At least from the bureaucrats’ point of view, the cooperation with the ethnic minority was a success, considered it being a win-win. The bureaucrats praised the ways in which the Union provided Oroqen with better economic conditions, vastly increased the number of wildlife to be hunted, and finally turned the Oroqen into good Marxists who served the nation with their exceptional hunting skills. However, the successful alliance between the provincial government and the Oroqen facilitated the exploitation of wildlife resources. This suggests that the incorporation of indigenous knowledge and local cooperation, which has been the basis of the contemporary community-based conservation projects, could also lead to a vast environmental degradation depending on the subject of and the motivation behind involving the indigenous populace.
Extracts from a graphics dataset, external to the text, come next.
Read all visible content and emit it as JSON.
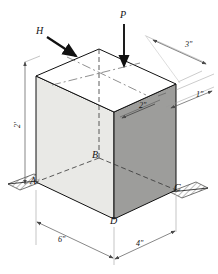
{
  "figure": {
    "type": "engineering-diagram"
  },
  "forces": [
    {
      "id": "P",
      "label": "P",
      "direction": "vertical-down",
      "applied_at": "top-face"
    },
    {
      "id": "H",
      "label": "H",
      "direction": "horizontal-into-page",
      "applied_at": "top-left-corner"
    }
  ],
  "points": {
    "a": "A",
    "b": "B",
    "c": "C",
    "d": "D"
  },
  "dimensions": {
    "height": "2'",
    "bottom_left": "6\"",
    "bottom_right": "4\"",
    "top_right": "3\"",
    "right_offset": "1\"",
    "face_offset": "2\""
  },
  "colors": {
    "line": "#111111",
    "face_light": "#e9e9e6",
    "face_dark": "#9d9d9b",
    "face_top": "#ffffff",
    "ground": "#cfcfcb",
    "dim_line": "#6b6b6b"
  }
}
My experience in Northeast China as an outsider reflects the findings of my dissertation research. It was a constant struggle between the soft and hard rules of the archives, it being necessary to find a way to navigate those rules without directly opposing to the authoritarian state. Often, personal characteristics and relations were more influential than the written regulations. I often pose as an innocent foreigner. Occasionally, archivists and librarians let their guards down, thinking of me studying at a Chinese instiution ot being a Chinese student from overseas. When this happens, I don’t correct them.

Even so, sometimes I still get rejected access to the archives. Yet there have been archivists who have tried to bend regulations for me. At the Heilongjiang Provincial Archive, for instance, one of the archivists allowed me to photocopy hundreds of pages. She winked at me and said, “I won’t write a report about you.” She also whispered to the lady who was in charge of photocopy, “Let her copy whatever she wants. Don’t charge her. She’s a good kid. If she asks for too many pages, give her half a discount.” Whenever I write about the bureaucrats in the 1950s and 1960s who tried to bend the state regulations for local people, I think about the lady who allowed me to smuggle copied documents out of the archive. I owe my dissertation to these flexible government workers who sympathize with local people, or poor grad students like myself.


*Cover Image: Yichun, Heilongjiang, in snow (November 10, 2017). Photo by author.

*Photo Credit: Chineseposters.net, Qunaer.com, Northeast Travel Paintings (1964), Oroqen People (1956), Oroqen Grandpa (1961), Northeast Animal Medicine (1978).